◆ Source information ◆
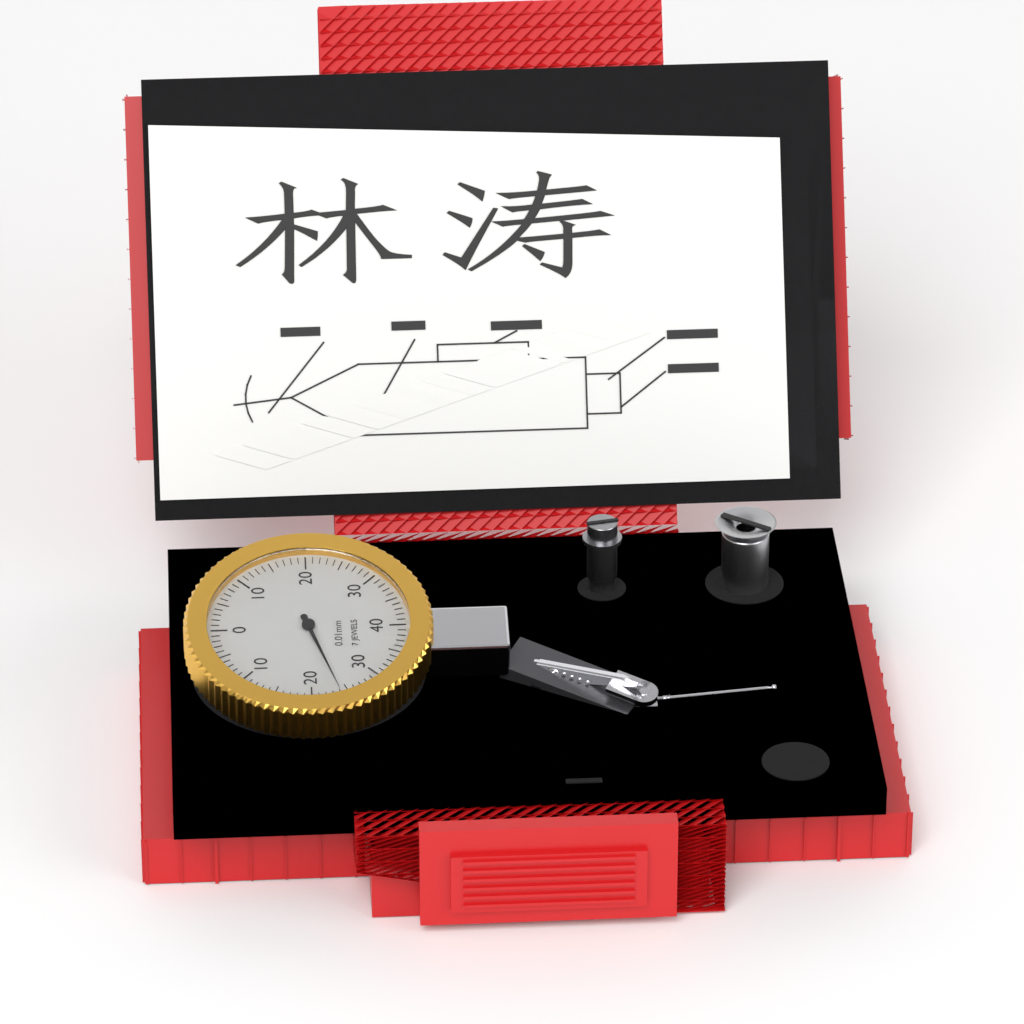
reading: 24 0.01mm
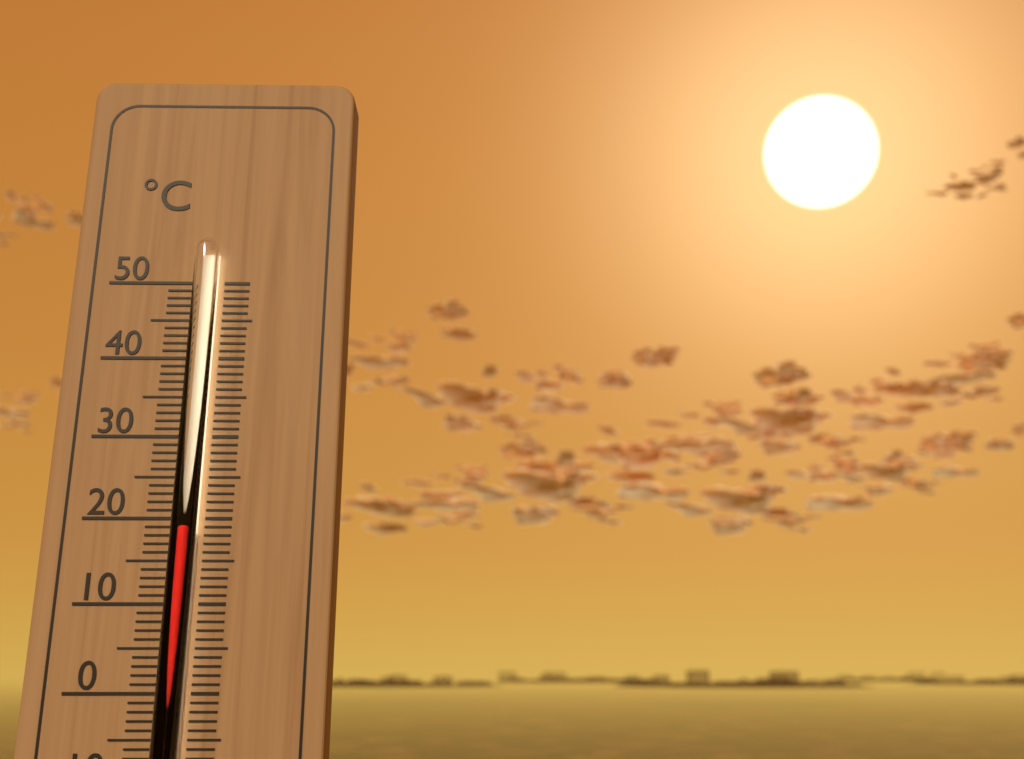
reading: 19 °C
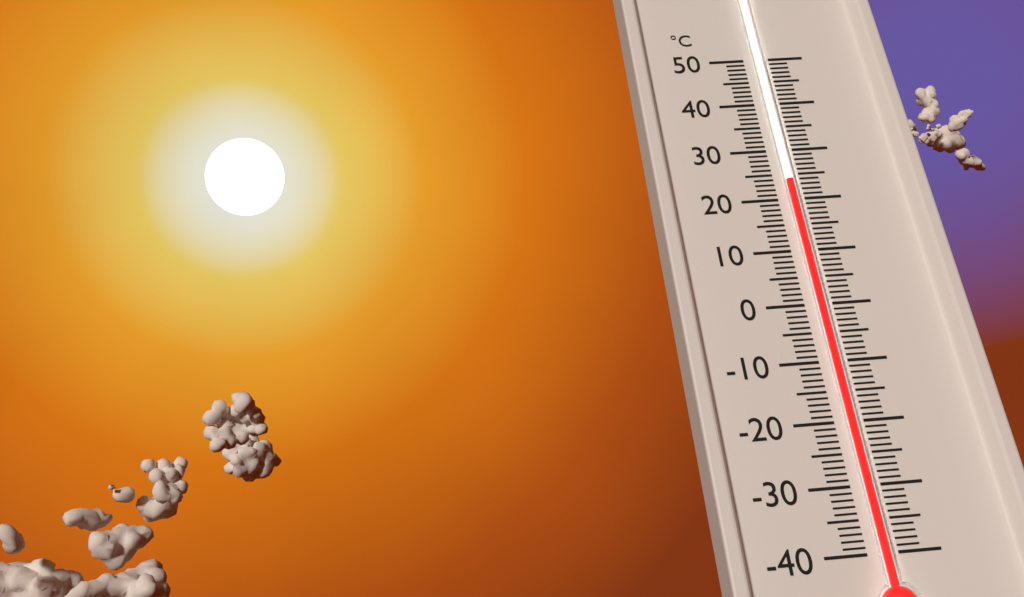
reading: 23 °C
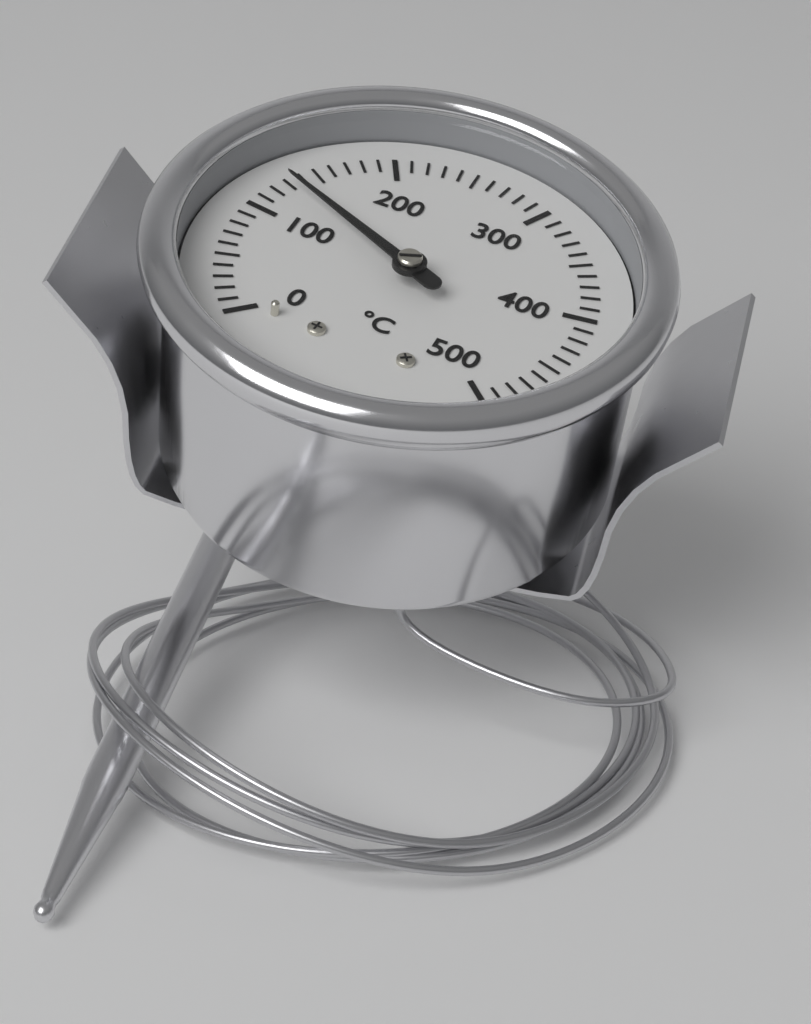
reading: 130 °C
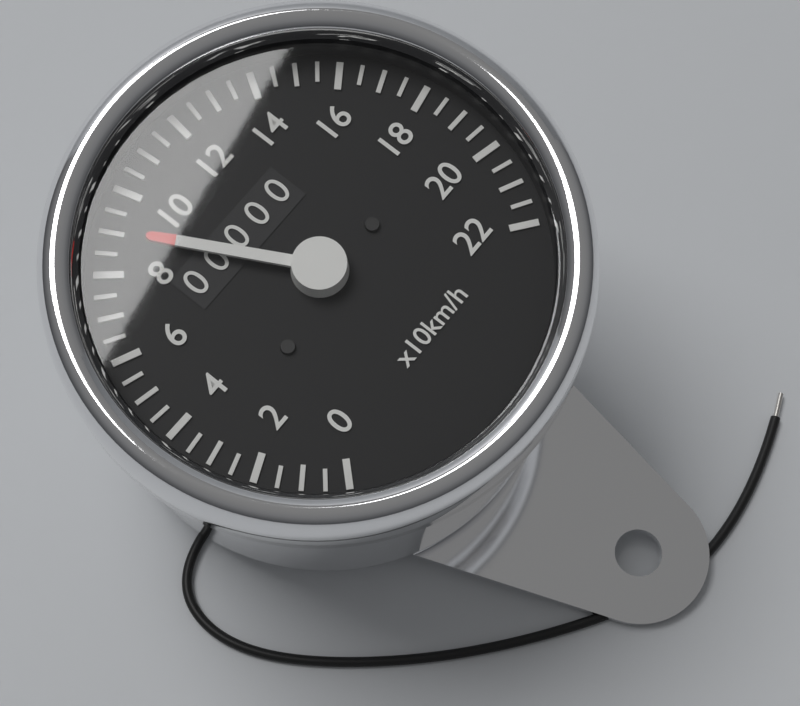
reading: 90 km/h
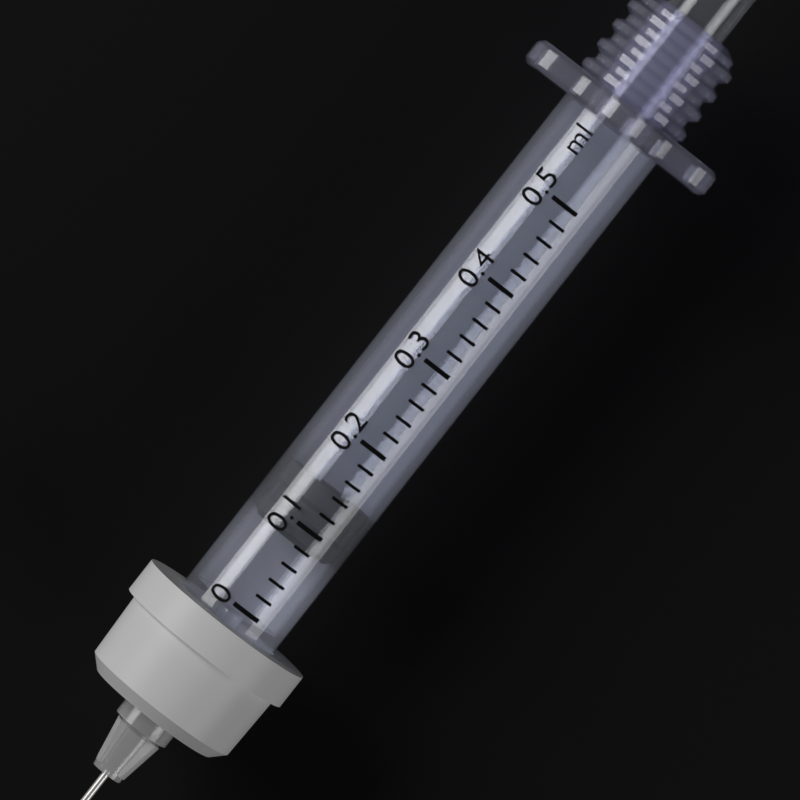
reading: 0.08 ml
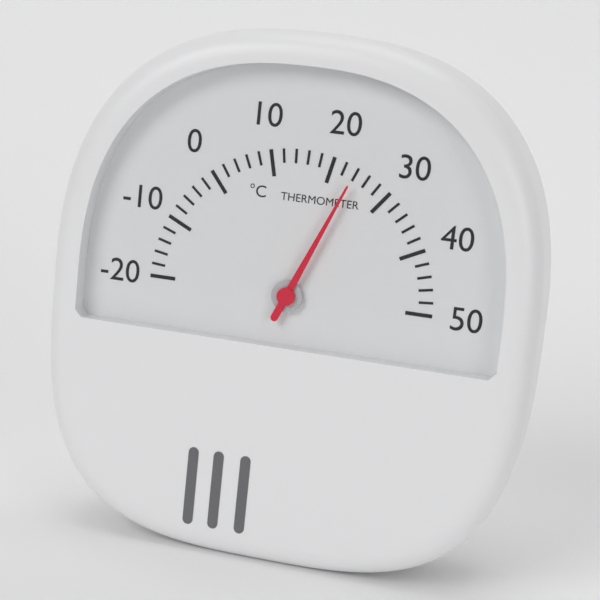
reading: 24 °C
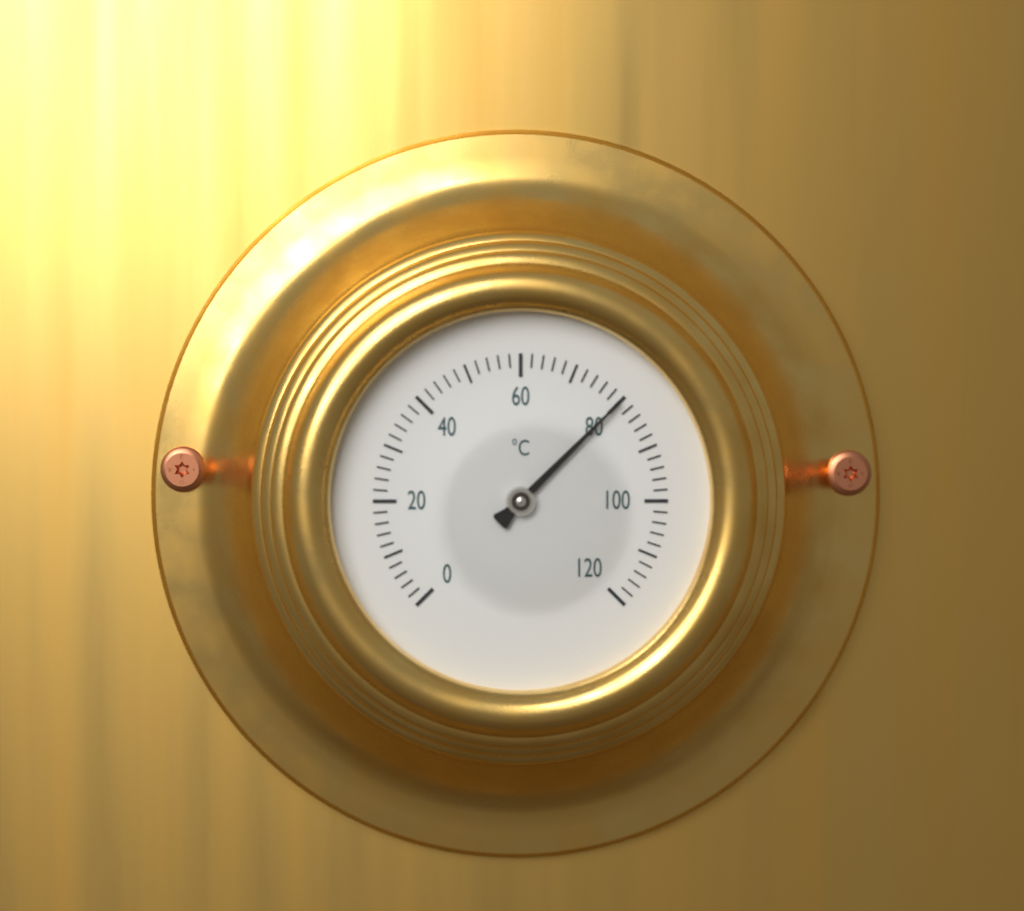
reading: 80 °C
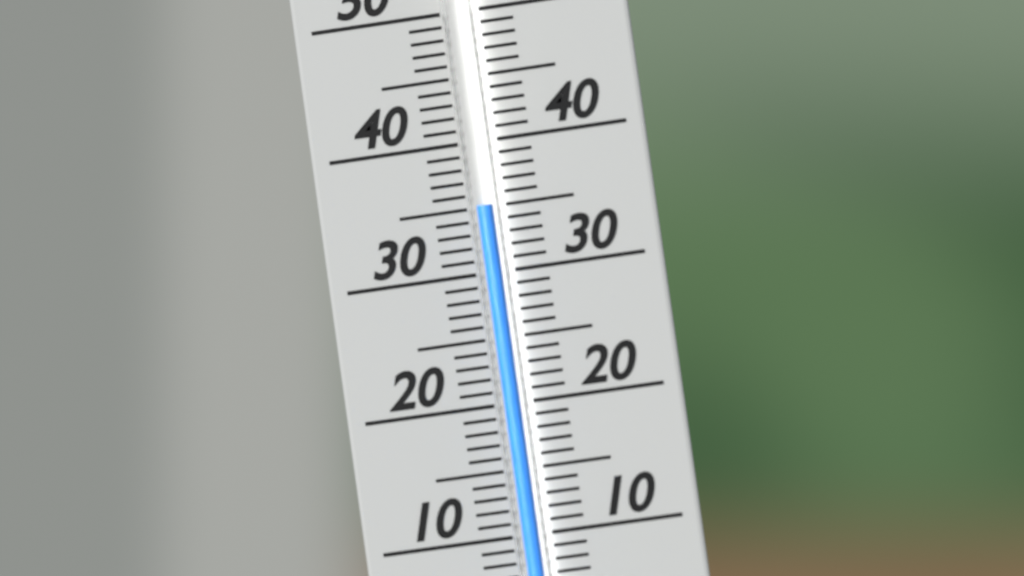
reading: 35 (no unit)
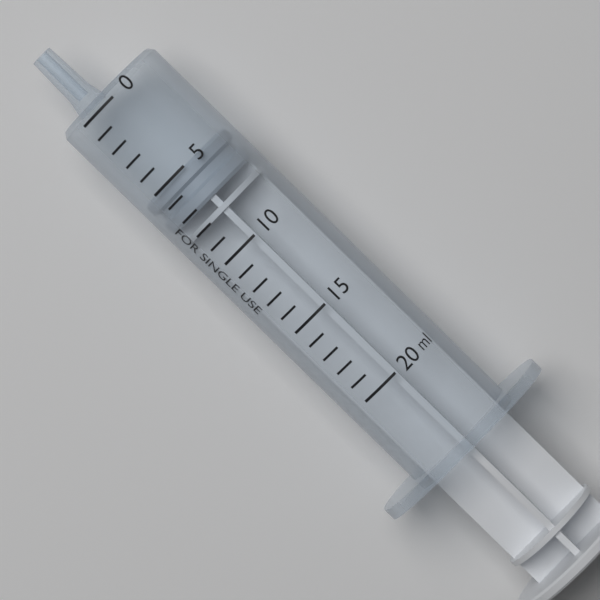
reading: 5 ml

◆ The problem ◆
Set down the line containing "reading: 90 km/h", then every later line through the end of the material, exactly as written; omit any picture.

◆ Written answer ◆
reading: 90 km/h
reading: 0.08 ml
reading: 24 °C
reading: 80 °C
reading: 35 (no unit)
reading: 5 ml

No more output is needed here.